The UN chief summons world leaders to action. But, he says, they seem 'incapable of coming together'
CTV
Insisting that international cooperation is critical, the United Nations chief delivered a dire warning to leaders from across the world Tuesday, declaring that the planet is becoming unhinged with mounting global challenges and geopolitical tensions -- and warning that "we seem incapable of coming together to respond."
Insisting that international cooperation is critical, the United Nations chief delivered a dire warning to leaders from across the world Tuesday, declaring that the planet is becoming unhinged with mounting global challenges and geopolitical tensions -- and warning that "we seem incapable of coming together to respond."
Addressing presidents and prime ministers, monarchs and ministers at the opening of the UN General Assembly's high-level meeting, Secretary-General Antonio Guterres ticked off a list of "existential threats" the world is facing, from climate change to disruptive technologies like artificial intelligence.
"Our world is becoming unhinged. Geopolitical tensions are rising. Global challenges are mounting. And we seem incapable of coming together to respond," Guterres told the people who run the world's nations. He said that the United Nations -- and the ways that countries cooperate -- must evolve to meet the era.
"The world has changed. Our institutions have not," Guterres said before the opening of the UN General Assembly's General Debate. "We cannot effectively address problems as they are if institutions don't reflect the world as it is. Instead of solving problems, they risk becoming part of the problem."
All this is taking place. Guterres said, as the world is making a "chaotic transition" and rapidly moving from a brief period of "unipolarity" -- domination by a single power, the United States -- toward a multipolar world with many power centers. That is, he said, positive in many ways.
Guterres said a multipolar world needs strong, effective multilateral institutions where all countries work together to solve the world's challenges. But the current institutions formed on the ashes of World War II, including the United Nations and its powerful Security Council and key global financial institutions, have not changed enough.
If these institutions are not reformed to reflect the world today, Guterres said the alternative is not maintaining the status quo; it is "further fragmentation." He added: "It's reform or rupture."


*Task objective*.
Repeat every record below exactly, but leave out any pictures.

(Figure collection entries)
-- -- --

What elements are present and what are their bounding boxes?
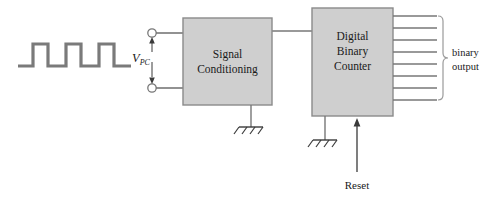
binary-output-label-line2: output (452, 61, 479, 72)
block-digital-binary-counter[interactable]: Digital Binary Counter (312, 8, 393, 116)
block-signal-conditioning-label-line1: Signal (213, 48, 242, 61)
ground-hatch (316, 140, 321, 147)
ground-hatch (308, 140, 313, 147)
voltage-label: VPC (132, 51, 151, 67)
input-terminal-bottom (148, 84, 156, 92)
ground-hatch (324, 140, 329, 147)
binary-output-label-line1: binary (452, 47, 480, 58)
voltage-arrow (149, 37, 155, 84)
reset-arrow-icon (354, 118, 361, 127)
block-signal-conditioning-label-line2: Conditioning (197, 63, 258, 76)
pulse-train-polyline (18, 44, 131, 66)
ground-hatch (234, 127, 239, 134)
binary-output-brace (438, 16, 448, 100)
pulse-train-waveform (18, 44, 131, 66)
block-signal-conditioning-body[interactable] (183, 18, 272, 105)
binary-output-bus-lines (393, 16, 437, 100)
block-diagram-figure: VPC Signal Conditioning Digital Binary C… (0, 0, 481, 204)
block-counter-label-line3: Counter (334, 60, 371, 72)
ground-hatch (332, 140, 337, 147)
ground-symbol-binary-counter (308, 116, 337, 147)
ground-hatch (242, 127, 247, 134)
voltage-arrow-head-down (149, 78, 155, 85)
input-terminal-top (148, 29, 156, 37)
reset-input-group: Reset (345, 118, 369, 191)
ground-hatch (258, 127, 263, 134)
block-counter-label-line2: Binary (337, 45, 369, 58)
diagram-canvas: VPC Signal Conditioning Digital Binary C… (0, 0, 481, 204)
ground-hatch (250, 127, 255, 134)
reset-label: Reset (345, 179, 369, 191)
voltage-arrow-head-up (149, 37, 155, 44)
input-terminal-group: VPC (132, 29, 156, 92)
ground-symbol-signal-conditioning (234, 105, 263, 134)
block-counter-label-line1: Digital (337, 30, 369, 43)
block-signal-conditioning[interactable]: Signal Conditioning (183, 18, 272, 105)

-- -- --

*Output for this task*.
What elements are present and what are their bounding boxes?
binary-output-label-line2: output (452, 61, 479, 72)
block-digital-binary-counter[interactable]: Digital Binary Counter (312, 8, 393, 116)
block-signal-conditioning-label-line1: Signal (213, 48, 242, 61)
ground-hatch (316, 140, 321, 147)
ground-hatch (308, 140, 313, 147)
voltage-label: VPC (132, 51, 151, 67)
input-terminal-bottom (148, 84, 156, 92)
ground-hatch (324, 140, 329, 147)
binary-output-label-line1: binary (452, 47, 480, 58)
voltage-arrow (149, 37, 155, 84)
reset-arrow-icon (354, 118, 361, 127)
block-signal-conditioning-label-line2: Conditioning (197, 63, 258, 76)
pulse-train-polyline (18, 44, 131, 66)
ground-hatch (234, 127, 239, 134)
binary-output-brace (438, 16, 448, 100)
pulse-train-waveform (18, 44, 131, 66)
block-signal-conditioning-body[interactable] (183, 18, 272, 105)
binary-output-bus-lines (393, 16, 437, 100)
block-diagram-figure: VPC Signal Conditioning Digital Binary C… (0, 0, 481, 204)
block-counter-label-line3: Counter (334, 60, 371, 72)
ground-hatch (332, 140, 337, 147)
ground-symbol-binary-counter (308, 116, 337, 147)
ground-hatch (242, 127, 247, 134)
voltage-arrow-head-down (149, 78, 155, 85)
input-terminal-top (148, 29, 156, 37)
reset-input-group: Reset (345, 118, 369, 191)
ground-hatch (258, 127, 263, 134)
block-counter-label-line2: Binary (337, 45, 369, 58)
diagram-canvas: VPC Signal Conditioning Digital Binary C… (0, 0, 481, 204)
ground-hatch (250, 127, 255, 134)
reset-label: Reset (345, 179, 369, 191)
voltage-arrow-head-up (149, 37, 155, 44)
input-terminal-group: VPC (132, 29, 156, 92)
ground-symbol-signal-conditioning (234, 105, 263, 134)
block-counter-label-line1: Digital (337, 30, 369, 43)
block-signal-conditioning[interactable]: Signal Conditioning (183, 18, 272, 105)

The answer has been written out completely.